7 The challenge is how to register such differences and presences in a way that does not defer to vision or other familiar “regimes of value” to quote Graburn and Glass (2004). The deliberately low lighting in this section of the exhibit may have been too subtle a gesture of opposition to the “scopic regime” (Rose 2001) for people struggling to make out texts and shapes during my visit. Delightfully, however, the silhouettes of ants and animals follow us through the exhibition as a whole, turning up above, beside and under vitrines and displays, reminding us of what is so easily forgotten in urban contexts: that we share this world with a multiplicity of species.

8 The “Nocturnal City” complicates vision as a prime or dependable vehicle for exploring urban space. Velvety, barely-legible photographs of Berlin streets at night by John R. Gossage and “audio-tactile” guides to the city of Bologna, Italy explore the ambivalence of the invisible city; we are not permitted to muse only upon its visual beauty, nor are we expected to embrace Manichean oppositions of dark and light, evil and good. Images of Nazi night-time rallies and light spectacles known as “cathedrals of light” are hung alongside large-scale reproductions of cities plunged into darkness, either through power failure or for self-protection as in the case of London during the World War II blitz. A 2004 poster (TBWA/Chait/Day) produced by the Joe Torre Safe at Home Foundation brings to mind images of bodily safety. The poster depicts a badly lit, rundown residential neighbourhood. The image indicates that “it’s safer here” on a dingy sidewalk “than here” in the only brightly-lit area of the image—a second story window.

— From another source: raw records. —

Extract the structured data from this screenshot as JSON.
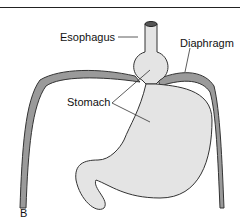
{
  "figure": {
    "panel_label": "B",
    "labels": {
      "esophagus": "Esophagus",
      "diaphragm": "Diaphragm",
      "stomach": "Stomach"
    },
    "colors": {
      "organ_fill": "#e4e4e4",
      "diaphragm_fill": "#9a9a9a",
      "outline": "#333333"
    }
  }
}
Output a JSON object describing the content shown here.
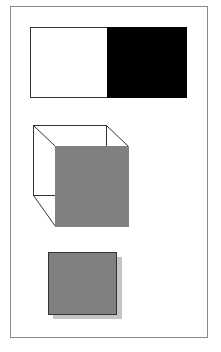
{
  "figure": {
    "colors": {
      "background": "#ffffff",
      "frame_border": "#8a8a8a",
      "outline": "#333333",
      "black_fill": "#000000",
      "gray_fill": "#808080",
      "shadow": "#c4c4c4"
    },
    "shapes": [
      {
        "name": "split-rectangle",
        "description": "Rectangle with white left half and black right half"
      },
      {
        "name": "wireframe-cube",
        "description": "Cube outline with gray front face"
      },
      {
        "name": "shadowed-square",
        "description": "Gray square with drop shadow"
      }
    ]
  }
}
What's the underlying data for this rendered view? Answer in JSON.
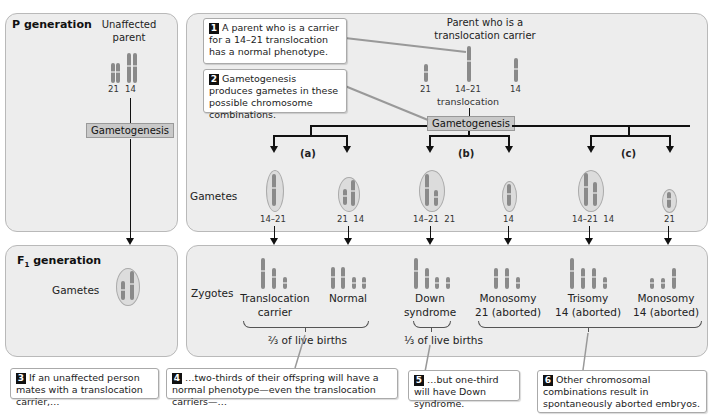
{
  "p_generation": {
    "title": "P generation",
    "parent_label_line1": "Unaffected",
    "parent_label_line2": "parent",
    "chromosome_labels": [
      "21",
      "14"
    ],
    "process": "Gametogenesis"
  },
  "carrier_parent": {
    "label_line1": "Parent who is a",
    "label_line2": "translocation carrier",
    "chromosome_labels": [
      "21",
      "14–21",
      "14"
    ],
    "translocation_word": "translocation",
    "process": "Gametogenesis"
  },
  "gametes": {
    "row_label": "Gametes",
    "groups": [
      {
        "id": "(a)",
        "items": [
          {
            "label": "14–21"
          },
          {
            "label": "21  14"
          }
        ]
      },
      {
        "id": "(b)",
        "items": [
          {
            "label": "14–21  21"
          },
          {
            "label": "14"
          }
        ]
      },
      {
        "id": "(c)",
        "items": [
          {
            "label": "14–21  14"
          },
          {
            "label": "21"
          }
        ]
      }
    ]
  },
  "f1_generation": {
    "title_prefix": "F",
    "title_sub": "1",
    "title_suffix": " generation",
    "gametes_label": "Gametes"
  },
  "zygotes": {
    "row_label": "Zygotes",
    "items": [
      {
        "line1": "Translocation",
        "line2": "carrier"
      },
      {
        "line1": "Normal",
        "line2": ""
      },
      {
        "line1": "Down",
        "line2": "syndrome"
      },
      {
        "line1": "Monosomy",
        "line2": "21 (aborted)"
      },
      {
        "line1": "Trisomy",
        "line2": "14 (aborted)"
      },
      {
        "line1": "Monosomy",
        "line2": "14 (aborted)"
      }
    ],
    "fraction_two_thirds": "⅔ of live births",
    "fraction_one_third": "⅓ of live births"
  },
  "callouts": [
    {
      "num": "1",
      "text": "A parent who is a carrier for a 14–21 translocation has a normal phenotype."
    },
    {
      "num": "2",
      "text": "Gametogenesis produces gametes in these possible chromosome combinations."
    },
    {
      "num": "3",
      "text": "If an unaffected person mates with a translocation carrier,…"
    },
    {
      "num": "4",
      "text": "…two-thirds of their offspring will have a normal phenotype—even the translocation carriers—…"
    },
    {
      "num": "5",
      "text": "…but one-third will have Down syndrome."
    },
    {
      "num": "6",
      "text": "Other chromosomal combinations result in spontaneously aborted embryos."
    }
  ],
  "colors": {
    "panel": "#ededed",
    "chromosome": "#8a8a8a",
    "process_box": "#c9c9c9",
    "number_badge": "#111111"
  }
}
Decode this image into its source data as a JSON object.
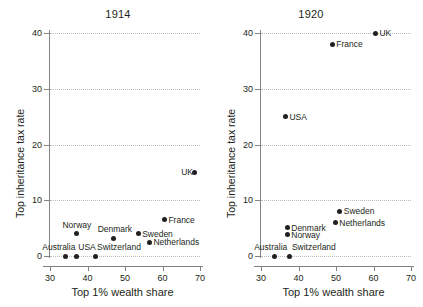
{
  "figure": {
    "xlabel": "Top 1% wealth share",
    "ylabel": "Top inheritance tax rate"
  },
  "chart_data": {
    "type": "scatter",
    "title": "",
    "xlabel": "Top 1% wealth share",
    "ylabel": "Top inheritance tax rate",
    "xlim": [
      28,
      71
    ],
    "ylim": [
      -1.5,
      41
    ],
    "xticks": [
      30,
      40,
      50,
      60,
      70
    ],
    "yticks": [
      0,
      10,
      20,
      30,
      40
    ],
    "grid": "horizontal-dotted",
    "legend": "none",
    "panels": [
      {
        "title": "1914",
        "points": [
          {
            "label": "Australia",
            "x": 34.0,
            "y": 0.0,
            "label_pos": "left-above"
          },
          {
            "label": "USA",
            "x": 37.0,
            "y": 0.0,
            "label_pos": "right-above"
          },
          {
            "label": "Switzerland",
            "x": 42.0,
            "y": 0.0,
            "label_pos": "right-above"
          },
          {
            "label": "Norway",
            "x": 37.0,
            "y": 4.0,
            "label_pos": "above"
          },
          {
            "label": "Denmark",
            "x": 47.0,
            "y": 3.2,
            "label_pos": "above"
          },
          {
            "label": "Sweden",
            "x": 53.5,
            "y": 4.0,
            "label_pos": "right"
          },
          {
            "label": "Netherlands",
            "x": 56.5,
            "y": 2.5,
            "label_pos": "right"
          },
          {
            "label": "France",
            "x": 60.5,
            "y": 6.5,
            "label_pos": "right"
          },
          {
            "label": "UK",
            "x": 68.5,
            "y": 15.0,
            "label_pos": "left"
          }
        ]
      },
      {
        "title": "1920",
        "points": [
          {
            "label": "Australia",
            "x": 33.7,
            "y": 0.0,
            "label_pos": "above"
          },
          {
            "label": "Switzerland",
            "x": 37.7,
            "y": 0.0,
            "label_pos": "right-above"
          },
          {
            "label": "Norway",
            "x": 37.0,
            "y": 3.8,
            "label_pos": "right"
          },
          {
            "label": "Denmark",
            "x": 37.0,
            "y": 5.1,
            "label_pos": "right"
          },
          {
            "label": "Netherlands",
            "x": 49.8,
            "y": 6.0,
            "label_pos": "right"
          },
          {
            "label": "Sweden",
            "x": 51.0,
            "y": 8.0,
            "label_pos": "right"
          },
          {
            "label": "USA",
            "x": 36.5,
            "y": 25.0,
            "label_pos": "right"
          },
          {
            "label": "France",
            "x": 49.0,
            "y": 38.0,
            "label_pos": "right"
          },
          {
            "label": "UK",
            "x": 60.5,
            "y": 40.0,
            "label_pos": "right"
          }
        ]
      }
    ]
  },
  "style": {
    "dot_color": "#231f20",
    "axis_color": "#808285",
    "grid_color": "#b9bbbd",
    "text_color": "#231f20",
    "background": "#ffffff"
  }
}
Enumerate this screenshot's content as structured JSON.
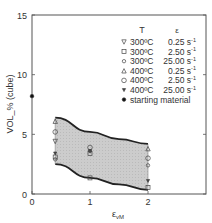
{
  "chart_data": {
    "type": "scatter",
    "title": "",
    "xlabel": "ε_vM",
    "xlabel_main": "ε",
    "xlabel_sub": "vM",
    "ylabel": "VOL_% (cube)",
    "xlim": [
      0,
      3
    ],
    "ylim": [
      0,
      15
    ],
    "xticks": [
      0,
      1,
      2
    ],
    "yticks": [
      0,
      5,
      10,
      15
    ],
    "grid": false,
    "legend_position": "upper right (inside)",
    "legend_header": {
      "T": "T",
      "rate": "ε"
    },
    "series": [
      {
        "name": "300°C 0.25 s-1",
        "T": "300ºC",
        "rate": "0.25 s",
        "marker": "triangle-down",
        "points": [
          [
            0.4,
            4.4
          ]
        ]
      },
      {
        "name": "300°C 2.50 s-1",
        "T": "300ºC",
        "rate": "2.50 s",
        "marker": "square",
        "points": [
          [
            0.4,
            3.1
          ],
          [
            1.0,
            3.4
          ],
          [
            1.0,
            1.35
          ],
          [
            2.0,
            0.55
          ]
        ]
      },
      {
        "name": "300°C 25.00 s-1",
        "T": "300ºC",
        "rate": "25.00 s",
        "marker": "circle-small",
        "points": [
          [
            0.4,
            2.9
          ],
          [
            1.0,
            3.6
          ],
          [
            2.0,
            2.4
          ]
        ]
      },
      {
        "name": "400°C 0.25 s-1",
        "T": "400ºC",
        "rate": "0.25 s",
        "marker": "triangle-up",
        "points": [
          [
            0.4,
            6.1
          ],
          [
            2.0,
            3.8
          ]
        ]
      },
      {
        "name": "400°C 2.50 s-1",
        "T": "400ºC",
        "rate": "2.50 s",
        "marker": "circle",
        "points": [
          [
            0.4,
            5.2
          ],
          [
            1.0,
            3.9
          ],
          [
            2.0,
            3.0
          ]
        ]
      },
      {
        "name": "400°C 25.00 s-1",
        "T": "400ºC",
        "rate": "25.00 s",
        "marker": "triangle-down-filled",
        "points": [
          [
            0.4,
            3.4
          ],
          [
            1.0,
            3.6
          ],
          [
            2.0,
            1.1
          ]
        ]
      },
      {
        "name": "starting material",
        "T": "starting material",
        "rate": "",
        "marker": "dot-filled",
        "points": [
          [
            0.0,
            8.2
          ]
        ]
      }
    ],
    "band": {
      "description": "shaded scatter band between two curves",
      "upper": [
        [
          0.4,
          6.4
        ],
        [
          1.0,
          5.2
        ],
        [
          1.5,
          4.6
        ],
        [
          2.0,
          4.2
        ]
      ],
      "lower": [
        [
          0.4,
          2.5
        ],
        [
          1.0,
          1.35
        ],
        [
          1.5,
          0.8
        ],
        [
          2.0,
          0.35
        ]
      ],
      "fill": "#c8c8c8"
    },
    "rate_superscript": "-1"
  },
  "colors": {
    "axis": "#555555",
    "band_fill": "#cccccc",
    "curve": "#222222",
    "marker": "#444444",
    "text": "#333333"
  }
}
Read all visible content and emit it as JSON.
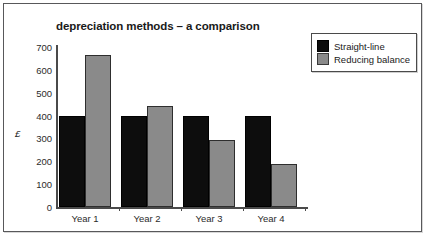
{
  "chart_data": {
    "type": "bar",
    "title": "depreciation methods – a comparison",
    "xlabel": "",
    "ylabel": "£",
    "categories": [
      "Year 1",
      "Year 2",
      "Year 3",
      "Year 4"
    ],
    "series": [
      {
        "name": "Straight-line",
        "color": "#0d0d0d",
        "values": [
          400,
          400,
          400,
          400
        ]
      },
      {
        "name": "Reducing balance",
        "color": "#8a8a8a",
        "values": [
          665,
          443,
          295,
          190
        ]
      }
    ],
    "ylim": [
      0,
      700
    ],
    "ytick_step": 100,
    "yticks": [
      "0",
      "100",
      "200",
      "300",
      "400",
      "500",
      "600",
      "700"
    ],
    "grid": false,
    "legend_position": "top-right"
  },
  "legend": {
    "entries": [
      {
        "label": "Straight-line"
      },
      {
        "label": "Reducing balance"
      }
    ]
  }
}
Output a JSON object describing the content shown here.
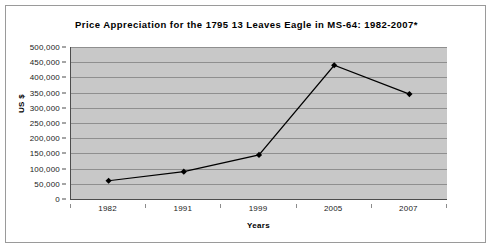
{
  "chart_data": {
    "type": "line",
    "title": "Price Appreciation for the 1795 13 Leaves Eagle in MS-64: 1982-2007*",
    "xlabel": "Years",
    "ylabel": "US $",
    "categories": [
      "1982",
      "1991",
      "1999",
      "2005",
      "2007"
    ],
    "values": [
      60000,
      90000,
      145000,
      440000,
      345000
    ],
    "series": [
      {
        "name": "Price",
        "values": [
          60000,
          90000,
          145000,
          440000,
          345000
        ]
      }
    ],
    "ylim": [
      0,
      500000
    ],
    "ytick_labels": [
      "500,000",
      "450,000",
      "400,000",
      "350,000",
      "300,000",
      "250,000",
      "200,000",
      "150,000",
      "100,000",
      "50,000",
      "0"
    ],
    "ytick_values": [
      500000,
      450000,
      400000,
      350000,
      300000,
      250000,
      200000,
      150000,
      100000,
      50000,
      0
    ],
    "ytick_step": 50000,
    "grid": true,
    "grid_orientation": "horizontal",
    "legend": false,
    "legend_position": "none",
    "marker": "diamond",
    "colors": {
      "plot_background": "#c8c8c8",
      "gridline": "#8f8f8f",
      "series_line": "#000000",
      "marker_fill": "#000000",
      "axis": "#4d4d4d",
      "frame_border": "#9a9a9a",
      "page_background": "#ffffff",
      "text": "#1a1a1a"
    },
    "footnote_marker": "*"
  }
}
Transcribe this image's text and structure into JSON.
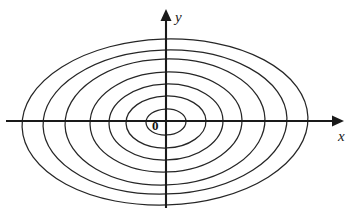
{
  "figure": {
    "background_color": "#ffffff",
    "stroke_color": "#262626",
    "axis_color": "#1a1a1a"
  },
  "axes": {
    "origin": {
      "x": 166,
      "y": 121
    },
    "x_axis": {
      "label": "x",
      "start": {
        "x": 6,
        "y": 121
      },
      "end": {
        "x": 338,
        "y": 121
      },
      "arrow": "right",
      "label_position": {
        "x": 338,
        "y": 129
      }
    },
    "y_axis": {
      "label": "y",
      "start": {
        "x": 166,
        "y": 208
      },
      "end": {
        "x": 166,
        "y": 12
      },
      "arrow": "up",
      "label_position": {
        "x": 175,
        "y": 10
      }
    },
    "origin_label": "0"
  },
  "chart_data": {
    "type": "line",
    "xlabel": "x",
    "ylabel": "y",
    "grid": false,
    "legend": null,
    "center": {
      "cx": 166,
      "cy": 122
    },
    "rotation_deg": -2,
    "series": [
      {
        "name": "ellipse-1",
        "rx": 20,
        "ry": 13
      },
      {
        "name": "ellipse-2",
        "rx": 40,
        "ry": 26
      },
      {
        "name": "ellipse-3",
        "rx": 57,
        "ry": 38
      },
      {
        "name": "ellipse-4",
        "rx": 76,
        "ry": 50
      },
      {
        "name": "ellipse-5",
        "rx": 100,
        "ry": 63
      },
      {
        "name": "ellipse-6",
        "rx": 122,
        "ry": 72
      },
      {
        "name": "ellipse-7",
        "rx": 143,
        "ry": 83
      }
    ],
    "x_axis_crossings_right": [
      184,
      203,
      219,
      237,
      263,
      285,
      308
    ],
    "x_axis_crossings_left": [
      146,
      126,
      109,
      90,
      66,
      44,
      23
    ],
    "annotations": [
      {
        "text": "0",
        "x": 155,
        "y": 126,
        "style": "bold"
      },
      {
        "text": "y",
        "x": 176,
        "y": 16,
        "style": "italic"
      },
      {
        "text": "x",
        "x": 340,
        "y": 136,
        "style": "italic"
      }
    ]
  }
}
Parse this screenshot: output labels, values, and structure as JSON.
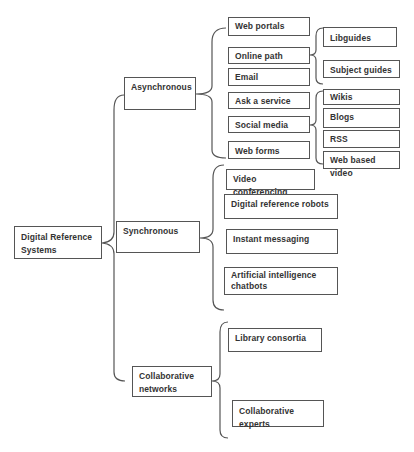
{
  "diagram": {
    "root": {
      "label": "Digital Reference Systems",
      "line1": "Digital Reference",
      "line2": "Systems"
    },
    "branches": [
      {
        "label": "Asynchronous",
        "children": [
          {
            "label": "Web portals"
          },
          {
            "label": "Online path",
            "children": [
              {
                "label": "Libguides"
              },
              {
                "label": "Subject guides"
              }
            ]
          },
          {
            "label": "Email"
          },
          {
            "label": "Ask a service"
          },
          {
            "label": "Social media",
            "children": [
              {
                "label": "Wikis"
              },
              {
                "label": "Blogs"
              },
              {
                "label": "RSS"
              },
              {
                "label": "Web based video"
              }
            ]
          },
          {
            "label": "Web forms"
          }
        ]
      },
      {
        "label": "Synchronous",
        "children": [
          {
            "label": "Video conferencing"
          },
          {
            "label": "Digital reference robots"
          },
          {
            "label": "Instant messaging"
          },
          {
            "label": "Artificial intelligence chatbots",
            "line1": "Artificial intelligence",
            "line2": "chatbots"
          }
        ]
      },
      {
        "label": "Collaborative networks",
        "line1": "Collaborative",
        "line2": "networks",
        "children": [
          {
            "label": "Library consortia"
          },
          {
            "label": "Collaborative experts"
          }
        ]
      }
    ]
  },
  "colors": {
    "line": "#555555",
    "text": "#333333",
    "background": "#ffffff"
  }
}
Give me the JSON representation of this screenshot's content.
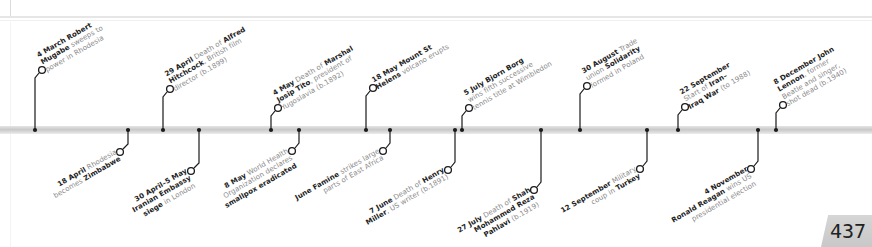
{
  "page_number": "437",
  "colors": {
    "line": "#1a1a1a",
    "bold_text": "#222222",
    "body_text": "#8a8a8a",
    "bar": "#d0d0d0",
    "page_tab": "#cfcfcf"
  },
  "events_above": [
    {
      "date": "4 March",
      "parts": [
        [
          "b",
          "Robert"
        ],
        [
          "t",
          " "
        ],
        [
          "nl",
          ""
        ],
        [
          "b",
          "Mugabe"
        ],
        [
          "t",
          " sweeps to"
        ],
        [
          "nl",
          ""
        ],
        [
          "t",
          "power in Rhodesia"
        ]
      ],
      "html_lines": [
        "<b>4 March Robert</b>",
        "<b>Mugabe</b> sweeps to",
        "power in Rhodesia"
      ],
      "dot_x": 35,
      "circle": [
        42,
        70
      ]
    },
    {
      "date": "29 April",
      "html_lines": [
        "<b>29 April</b> Death of <b>Alfred</b>",
        "<b>Hitchcock</b>, British film",
        "director (b.1899)"
      ],
      "dot_x": 163,
      "circle": [
        170,
        89
      ]
    },
    {
      "date": "4 May",
      "html_lines": [
        "<b>4 May</b> Death of <b>Marshal</b>",
        "<b>Josip Tito</b>, president of",
        "Yugoslavia (b.1892)"
      ],
      "dot_x": 271,
      "circle": [
        278,
        108
      ]
    },
    {
      "date": "18 May",
      "html_lines": [
        "<b>18 May Mount St</b>",
        "<b>Helens</b> volcano erupts"
      ],
      "dot_x": 366,
      "circle": [
        373,
        88
      ]
    },
    {
      "date": "5 July",
      "html_lines": [
        "<b>5 July Bjorn Borg</b>",
        "wins fifth successive",
        "tennis title at Wimbledon"
      ],
      "dot_x": 462,
      "circle": [
        469,
        108
      ]
    },
    {
      "date": "30 August",
      "html_lines": [
        "<b>30 August</b> Trade",
        "union <b>Solidarity</b>",
        "formed in Poland"
      ],
      "dot_x": 580,
      "circle": [
        587,
        86
      ]
    },
    {
      "date": "22 September",
      "html_lines": [
        "<b>22 September</b>",
        "Start of <b>Iran–</b>",
        "<b>Iraq War</b> (to 1988)"
      ],
      "dot_x": 678,
      "circle": [
        685,
        107
      ]
    },
    {
      "date": "8 December",
      "html_lines": [
        "<b>8 December John</b>",
        "<b>Lennon</b>, former",
        "Beatle and singer,",
        "shot dead (b.1940)"
      ],
      "dot_x": 776,
      "circle": [
        783,
        105
      ]
    }
  ],
  "events_below": [
    {
      "date": "18 April",
      "html_lines": [
        "<b>18 April</b> Rhodesia",
        "becomes <b>Zimbabwe</b>"
      ],
      "dot_x": 128,
      "circle": [
        120,
        152
      ]
    },
    {
      "date": "30 April–5 May",
      "html_lines": [
        "<b>30 April–5 May</b>",
        "<b>Iranian Embassy</b>",
        "<b>siege</b> in London"
      ],
      "dot_x": 199,
      "circle": [
        191,
        171
      ]
    },
    {
      "date": "8 May",
      "html_lines": [
        "<b>8 May</b> World Health",
        "Organization declares",
        "<b>smallpox eradicated</b>"
      ],
      "dot_x": 299,
      "circle": [
        292,
        151
      ]
    },
    {
      "date": "June",
      "html_lines": [
        "<b>June Famine</b> strikes large",
        "parts of East Africa"
      ],
      "dot_x": 390,
      "circle": [
        383,
        151
      ]
    },
    {
      "date": "7 June",
      "html_lines": [
        "<b>7 June</b> Death of <b>Henry</b>",
        "<b>Miller</b>, US writer (b.1891)"
      ],
      "dot_x": 455,
      "circle": [
        448,
        170
      ]
    },
    {
      "date": "27 July",
      "html_lines": [
        "<b>27 July</b> Death of <b>Shah</b>",
        "<b>Mohammed Reza</b>",
        "<b>Pahlavi</b> (b.1919)"
      ],
      "dot_x": 541,
      "circle": [
        534,
        190
      ]
    },
    {
      "date": "12 September",
      "html_lines": [
        "<b>12 September</b> Military",
        "coup in <b>Turkey</b>"
      ],
      "dot_x": 647,
      "circle": [
        640,
        169
      ]
    },
    {
      "date": "4 November",
      "html_lines": [
        "<b>4 November</b>",
        "<b>Ronald Reagan</b> wins US",
        "presidential election"
      ],
      "dot_x": 758,
      "circle": [
        751,
        169
      ]
    }
  ]
}
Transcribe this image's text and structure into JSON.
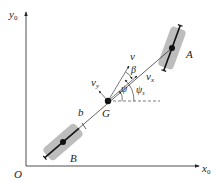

In a rare moment of consideration of specific embodied differences among humans, the exhibition addresses the physical safety of women and children and points to the vacuity of civic measures to prevent violation and aggression of such bodies.

9 Designer and environmental psychologist, Linnea Tillett’s work on urban lighting design is one of the strongest contributions to the exhibition. Tillett writes that “instead of looking at how pedestrian lighting could make the streets safer I considered how it could increase the freedom of movement and quality of life for people walking on them … aesthetic and practical solutions were treated as inseparable” (2005, 78). In a map and series of photographs, Tillett shows how, between 1995 and 1998, Tillett Lighting Design (also the lighting designer for the exhibition) collaborated with residents of a neighbourhood in Brooklyn, New York, to create a different character for its streets. Tillett targeted sites of civic importance or sites that posed a high risk for crime and implemented what she refers to as precise and low-cost measures (Fig. 2). Her firm installed Edwardian lamps, which traditionally hang lower and have a more luxurious, ornamental appearance than standard “anti-crime” lighting. In addition to using this older lighting style, which we associate with distinguished heritage neighbourhoods, Tillett made subtle changes to the illumination of an underpass and to the facades of community buildings such as the library and church. By simply altering the angle, intensity and colour of their illumination, these sites were transformed (Fig. 3). Tillett notes that the process of community engagement contributed to an enhanced quality of life as the places she altered have not been vandalized in eight years (85), a fact that is effectively illustrated with this display.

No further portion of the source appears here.